Christian Stephen: VR Shouldn’t Be Worshipped

If journalism’s business model is so broken that it can’t find a way to get Christian Stephen to work then I really think we have a problem.
 
Stephen is a one-off. Having run away from home at the age of 15 to film the riots on the West Bank, he has since covered conflict in Somalia, Afghanistan, Gaza, the Central African Republic, Iraq, Syria and other places blighted by armed fighting. He is still only 22.
 
He has dedicated his entire young adult life to studying the human condition in the midst of war and it has given him a unique perspective on the world.
 
He is also a highly talented and self-taught videographer. As a teenager, he took himself into the anarchy of Iraq to make a remarkable Vice documentary, ‘The Vicar of Baghdad’, highlighting the courage of local Anglican clergyman Andrew White as he tended to parishioners. More recently Stephen has become something of a figurehead for technology-driven innovation, after making 2015’s haunting ‘Welcome to Aleppo’, the first depiction of a war zone made in 360 video and a project that required him to spend hours dodging the bullets of snipers who hunted him like a deer.
 
He is not a mere thrill-seeker but someone who is largely driven by a desire to give a voice to the forgotten victims of war. “I’m incurably, hopelessly obsessed with talking to people in places that people don’t usually go to,” he says.
 
Stephen is highly articulate, with a deep understanding of the geo-politics of the Middle East, as he demonstrated in a long interview with Larry King on Russia Today (RT), shortly after ‘Welcome to Aleppo’ was released by news site RYOT (now part of the Huffington Post). “Great interview,” King purred admiringly at the end of the discussion, and the veteran broadcaster has done a few.
 
Many experienced war correspondents find it harder to venture to the most dangerous hot spots as they grow older and have families and other responsibilities. For Stephen, despite a “rough” experience in Syria that challenged his resolve, this remains his way of life.
 
And yet for all his talents and courage, he is not sure where his next commission is coming from, or even if there is a demand from news organisations for the type of insight his bravery can bring.
 
“Finding funding for journalism is incredibly difficult unless you have got reasons that are handed down from (a news outlet) on high and told exactly which two-and-a-half minute viral Facebook video they want you to make,” he says.
 
He self-funded the making of ‘The Vicar of Baghdad’ and has been living almost hand-to-mouth ever since. “Any money that I have made in the last five years has gone back into trying to get out and do more stuff,” he says. “You would like to be able to have a producer come up and go, ‘You can go here, here or here…’ but all the practicalities and logistics have always proved hard.”
 
‘It would make my year to get $5,000 to cover refugee stories’
 
Given the news media’s relationship to an entertainment industry worth multiple billions, it seems a shame that audiences are being denied this frontline journalism, which lacks nothing in terms of compelling human drama. “People are getting hundreds of thousands to do strange animations or porn or games and it would make my year to get $5,000 to cover refugee stories but it just doesn’t happen – people who are financing this just aren’t interested,” says Stephen, a Londoner.
 
He operates through an independent multimedia organisation called Freelance Society, which he co-founded in 2013 with Texas-based Dylan Roberts, who is the chief executive. It has a noble mission: “To source, gather, package and deliver stories from the darkest and furthest reaches of the world. Our exploration of the internal and external human condition is overtaken only by our belief that every man, woman and child should have a voice, no matter how hard to reach.”
 
Stephen, it appears, wants to be the guy who makes it through, against all odds, to reach those that think they’ve been forgotten by the world. “I dislike fire-fights and air strikes – that sounds absurd to say out loud, of course you do – but I don’t get a high off adrenaline and I don’t chase it whatsoever. My addiction as it were is finding people who never thought that anyone would come and speak to them about what they are going through and asking them how they are doing.”
 
Freelance Society has embraced 360 filming and a fine example of its work is Roberts’s portrayal of Haitian cities and villages flattened by Hurricane Matthew last October. The film, made for Discovery’s video streaming platform Seeker VR, places the viewer in the midst of the destruction faced by communities still recovering from the effects of the 2010 earthquake. Roberts lives up to Freelance Society’s mission by highlighting the plight of rural people who have not been reached by global aid organisations distributing relief.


• Prompt: If a line in the data below contains the word "chart", copy it out.

• Material for the task:
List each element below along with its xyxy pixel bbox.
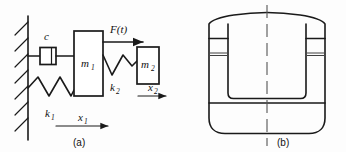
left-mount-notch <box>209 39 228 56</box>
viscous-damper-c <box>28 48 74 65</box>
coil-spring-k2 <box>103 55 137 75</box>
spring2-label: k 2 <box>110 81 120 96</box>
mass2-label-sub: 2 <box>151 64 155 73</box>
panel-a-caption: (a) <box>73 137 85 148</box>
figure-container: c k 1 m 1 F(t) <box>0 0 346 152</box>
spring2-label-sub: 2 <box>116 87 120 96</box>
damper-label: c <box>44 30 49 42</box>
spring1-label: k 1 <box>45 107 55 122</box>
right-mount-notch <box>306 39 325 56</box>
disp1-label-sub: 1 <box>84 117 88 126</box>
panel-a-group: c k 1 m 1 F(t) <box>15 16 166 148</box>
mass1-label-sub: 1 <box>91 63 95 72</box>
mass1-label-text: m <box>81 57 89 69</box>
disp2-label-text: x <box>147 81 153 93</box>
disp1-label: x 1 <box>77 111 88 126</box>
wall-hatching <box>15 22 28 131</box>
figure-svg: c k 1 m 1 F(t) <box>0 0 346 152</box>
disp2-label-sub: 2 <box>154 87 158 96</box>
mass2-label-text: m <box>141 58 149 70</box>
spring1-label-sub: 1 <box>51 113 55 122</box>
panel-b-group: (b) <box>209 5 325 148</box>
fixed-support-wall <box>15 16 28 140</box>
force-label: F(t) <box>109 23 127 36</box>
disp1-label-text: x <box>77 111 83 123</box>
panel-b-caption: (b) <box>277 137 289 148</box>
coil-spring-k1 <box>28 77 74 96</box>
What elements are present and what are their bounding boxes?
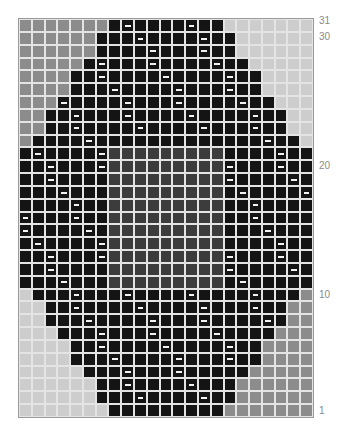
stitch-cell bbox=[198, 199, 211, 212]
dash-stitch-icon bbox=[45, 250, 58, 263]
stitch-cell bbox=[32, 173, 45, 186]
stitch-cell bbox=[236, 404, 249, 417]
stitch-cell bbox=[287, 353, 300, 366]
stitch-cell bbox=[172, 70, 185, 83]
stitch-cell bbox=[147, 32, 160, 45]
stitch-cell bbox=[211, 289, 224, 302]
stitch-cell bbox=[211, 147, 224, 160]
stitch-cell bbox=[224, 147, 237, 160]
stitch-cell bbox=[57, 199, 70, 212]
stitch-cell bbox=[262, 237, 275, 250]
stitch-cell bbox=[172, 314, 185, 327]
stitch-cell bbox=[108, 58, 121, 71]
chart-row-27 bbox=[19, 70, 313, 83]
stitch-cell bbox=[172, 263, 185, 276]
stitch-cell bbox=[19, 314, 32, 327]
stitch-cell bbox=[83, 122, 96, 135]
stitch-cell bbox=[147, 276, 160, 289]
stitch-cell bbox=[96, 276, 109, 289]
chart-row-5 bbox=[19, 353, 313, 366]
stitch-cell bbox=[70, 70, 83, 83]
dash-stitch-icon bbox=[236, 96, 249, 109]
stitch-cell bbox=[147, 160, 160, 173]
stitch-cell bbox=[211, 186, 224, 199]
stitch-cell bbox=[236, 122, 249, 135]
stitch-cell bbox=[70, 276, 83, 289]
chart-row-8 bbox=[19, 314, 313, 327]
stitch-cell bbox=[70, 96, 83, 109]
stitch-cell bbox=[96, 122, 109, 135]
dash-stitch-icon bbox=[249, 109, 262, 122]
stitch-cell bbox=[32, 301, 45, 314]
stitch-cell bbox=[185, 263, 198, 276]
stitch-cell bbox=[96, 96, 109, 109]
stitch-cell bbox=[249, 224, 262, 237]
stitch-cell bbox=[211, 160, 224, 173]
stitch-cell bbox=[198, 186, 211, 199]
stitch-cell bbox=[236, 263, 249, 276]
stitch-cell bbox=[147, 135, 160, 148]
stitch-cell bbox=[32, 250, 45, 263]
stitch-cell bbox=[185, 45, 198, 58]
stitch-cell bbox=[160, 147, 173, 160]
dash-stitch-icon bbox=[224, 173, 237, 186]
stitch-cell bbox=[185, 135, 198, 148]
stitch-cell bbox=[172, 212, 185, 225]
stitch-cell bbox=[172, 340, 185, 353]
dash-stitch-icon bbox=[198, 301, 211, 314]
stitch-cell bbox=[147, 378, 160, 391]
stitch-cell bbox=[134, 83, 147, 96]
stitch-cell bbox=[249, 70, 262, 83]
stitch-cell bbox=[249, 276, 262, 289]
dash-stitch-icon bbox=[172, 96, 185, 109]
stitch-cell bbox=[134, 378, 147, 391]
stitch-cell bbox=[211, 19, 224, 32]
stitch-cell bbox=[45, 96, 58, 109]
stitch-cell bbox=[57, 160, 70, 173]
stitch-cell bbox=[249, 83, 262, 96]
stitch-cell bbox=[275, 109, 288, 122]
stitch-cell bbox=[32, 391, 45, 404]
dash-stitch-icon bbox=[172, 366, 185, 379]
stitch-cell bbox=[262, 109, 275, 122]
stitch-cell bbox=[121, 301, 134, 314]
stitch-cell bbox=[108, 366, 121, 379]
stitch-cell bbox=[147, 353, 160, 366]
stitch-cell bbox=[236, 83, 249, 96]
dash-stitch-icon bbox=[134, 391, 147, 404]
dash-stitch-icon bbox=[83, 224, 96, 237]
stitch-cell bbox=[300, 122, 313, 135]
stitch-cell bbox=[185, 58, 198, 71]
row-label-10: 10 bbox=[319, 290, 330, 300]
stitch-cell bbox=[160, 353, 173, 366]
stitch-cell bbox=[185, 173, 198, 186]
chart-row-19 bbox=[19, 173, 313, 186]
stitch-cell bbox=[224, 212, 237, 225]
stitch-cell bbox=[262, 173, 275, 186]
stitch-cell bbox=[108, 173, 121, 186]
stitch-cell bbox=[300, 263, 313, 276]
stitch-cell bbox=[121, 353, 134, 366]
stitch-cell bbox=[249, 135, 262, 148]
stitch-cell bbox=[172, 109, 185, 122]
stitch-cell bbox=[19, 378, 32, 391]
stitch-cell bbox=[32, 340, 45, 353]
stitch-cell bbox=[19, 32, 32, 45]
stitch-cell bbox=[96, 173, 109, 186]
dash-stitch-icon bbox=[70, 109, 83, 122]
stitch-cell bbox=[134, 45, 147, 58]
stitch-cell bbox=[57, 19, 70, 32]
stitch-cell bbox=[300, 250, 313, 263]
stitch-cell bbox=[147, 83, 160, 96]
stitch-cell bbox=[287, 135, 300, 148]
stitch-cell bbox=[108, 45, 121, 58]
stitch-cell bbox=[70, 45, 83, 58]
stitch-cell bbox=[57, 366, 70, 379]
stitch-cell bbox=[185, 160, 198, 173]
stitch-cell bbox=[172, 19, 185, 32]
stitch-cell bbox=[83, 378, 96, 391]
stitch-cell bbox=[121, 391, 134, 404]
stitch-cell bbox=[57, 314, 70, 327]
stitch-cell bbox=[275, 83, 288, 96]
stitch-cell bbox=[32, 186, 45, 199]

• Answer area:
chart-row-27 bbox=[19, 70, 313, 83]
chart-row-5 bbox=[19, 353, 313, 366]
chart-row-8 bbox=[19, 314, 313, 327]
chart-row-19 bbox=[19, 173, 313, 186]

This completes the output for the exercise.